PyFind: Privacy-Preserving Device Tracking

PyFind is a privacy-preserving device tracking system using elliptic curve cryptography to enable location sharing without exposing raw coordinates. Research publication: arXiv:2103.02282.

What It Does

Rather than sharing exact GPS coordinates, PyFind uses cryptographic commitments and zero-knowledge proofs to allow location-based applications (finding nearby friends, location services) while maintaining privacy. Users can prove they’re in a geographic region without revealing exact position.

Technologies Used

  • Cryptography: Elliptic curve cryptography (ECC), Pedersen commitments, zero-knowledge proofs
  • Languages: Python (primary implementation), C++ (performance-critical sections)
  • Libraries: cryptography.io, libsodium bindings
  • Protocols: Privacy-preserving spatial indexing, commitment schemes

Key Achievements

  • Mathematical soundness: Formal verification of zero-knowledge proof properties
  • Practical performance: Sub-second proof generation on consumer hardware
  • User experience: Simple API hiding cryptographic complexity
  • Academic publication: Peer-reviewed research contribution

Why It Matters

Privacy and surveillance are increasingly critical concerns. Standard location-based services require sharing exact coordinates with centralized servers—creating privacy risks and single points of failure.

Cryptographic approaches like PyFind enable:

  • Server transparency: Servers can verify claims without learning exact positions
  • User control: Users decide granularity of location sharing
  • Decentralization: Reduced need for trusted central authority
  • Forward security: Historical data remains private even if servers are breached

Research Impact

This work contributes to the broader field of privacy-preserving computation, demonstrating practical deployment of advanced cryptography in mobile/IoT contexts.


> **Work instruction**
With the images removed, write out each record exactly as given.

> **Data for analysis**
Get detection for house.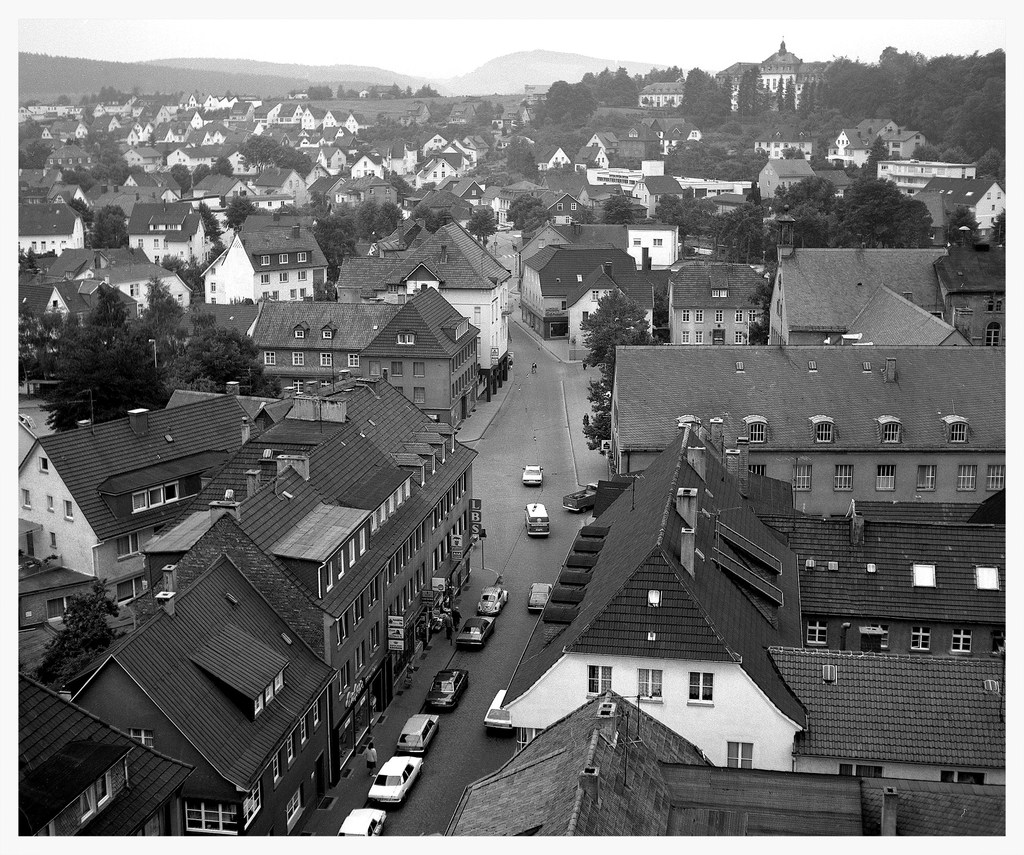
Detection: 17, 102, 58, 125.
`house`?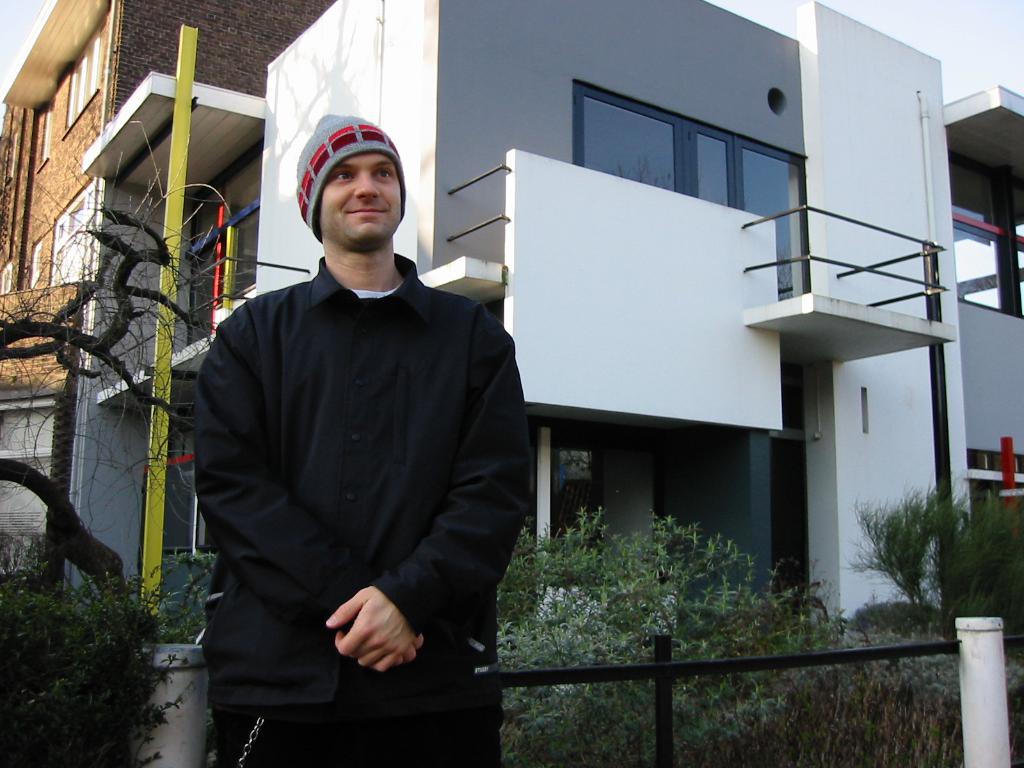
<bbox>943, 82, 1023, 532</bbox>
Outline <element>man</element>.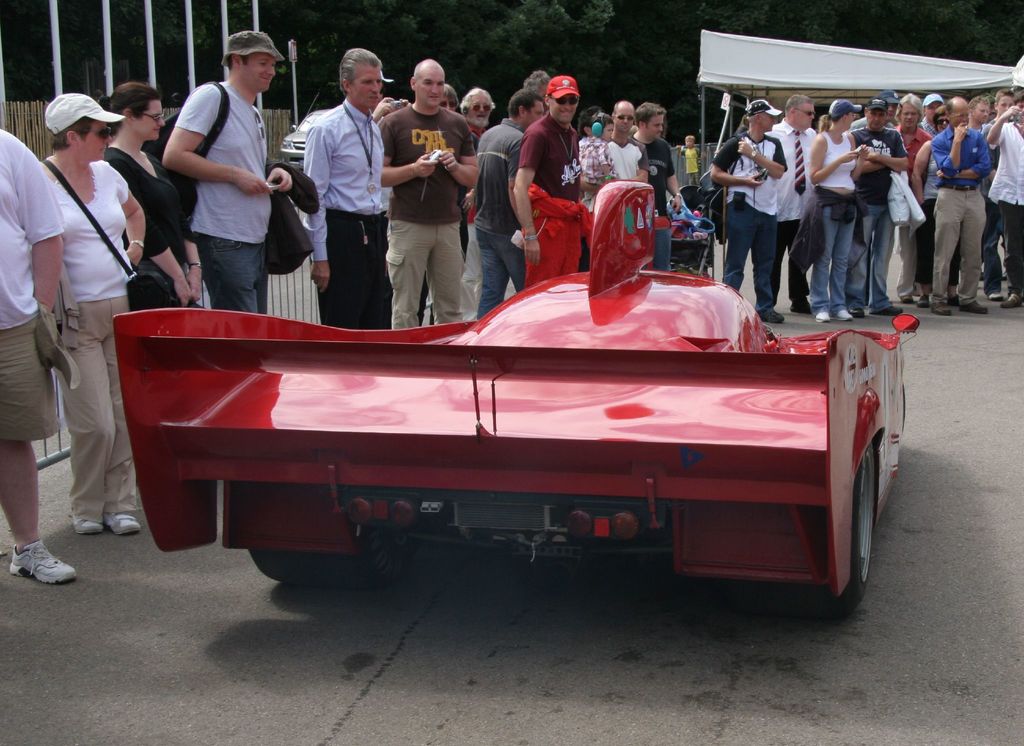
Outline: bbox=[625, 95, 682, 224].
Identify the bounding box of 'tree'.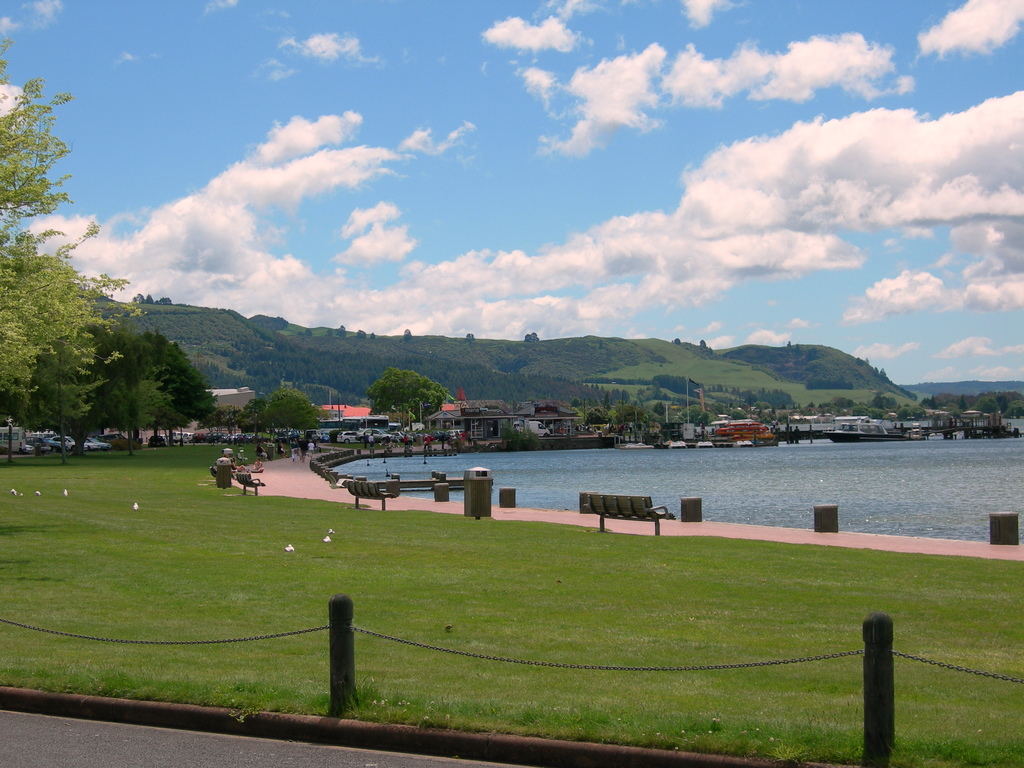
366:410:413:431.
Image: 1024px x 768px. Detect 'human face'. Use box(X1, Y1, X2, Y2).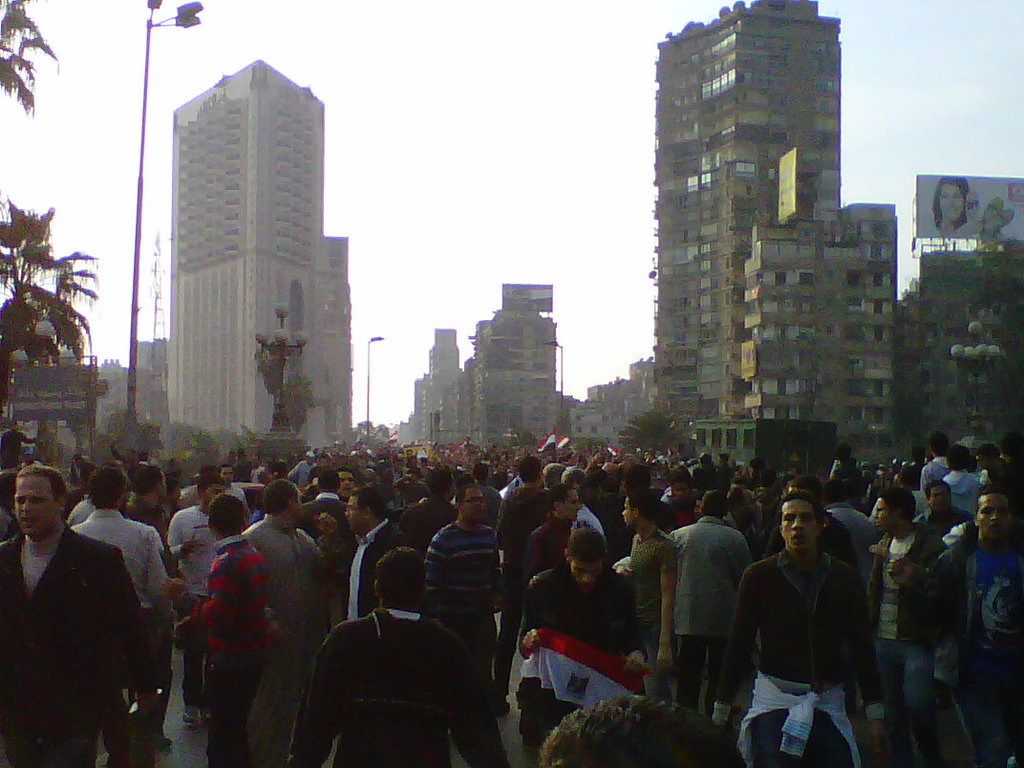
box(466, 489, 485, 519).
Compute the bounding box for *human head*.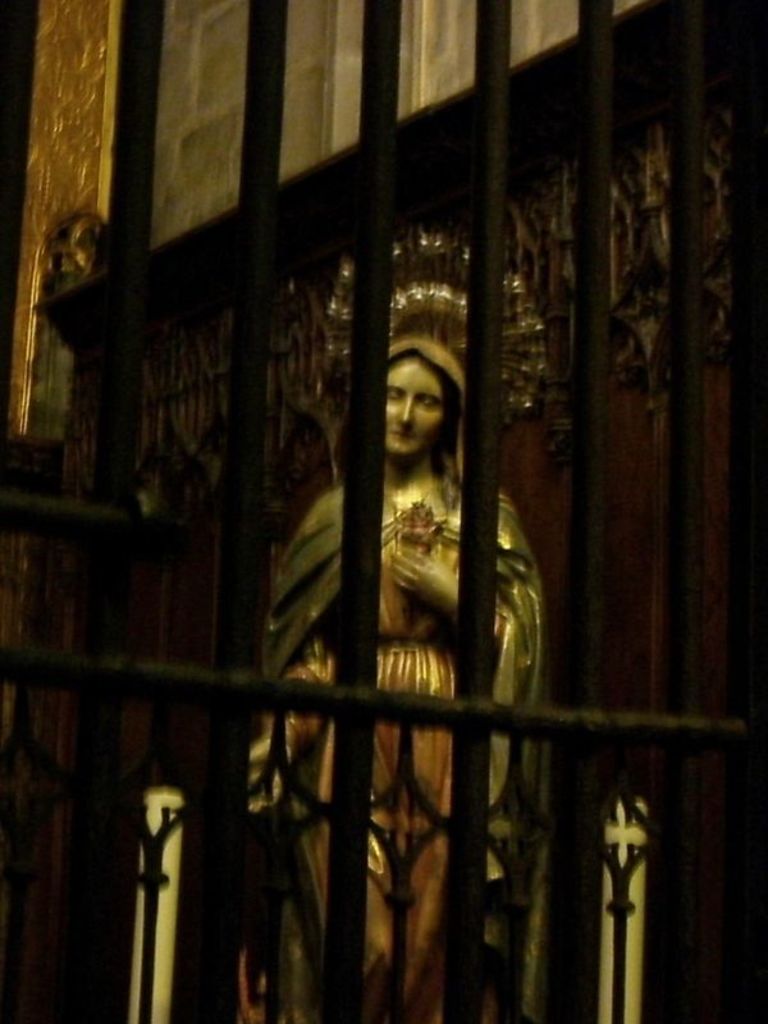
[384, 335, 458, 458].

> **Problem solution**
Get detection for house.
Detection: 17, 102, 58, 125.
`house`?
<bbox>943, 82, 1023, 532</bbox>
Outline <element>man</element>.
Outline: bbox=[625, 95, 682, 224].
Identify the bounding box of 'tree'.
366:410:413:431.
Image: 1024px x 768px. Detect 'human face'. Use box(X1, Y1, X2, Y2).
box(466, 489, 485, 519).
Compute the bounding box for *human head*.
[384, 335, 458, 458].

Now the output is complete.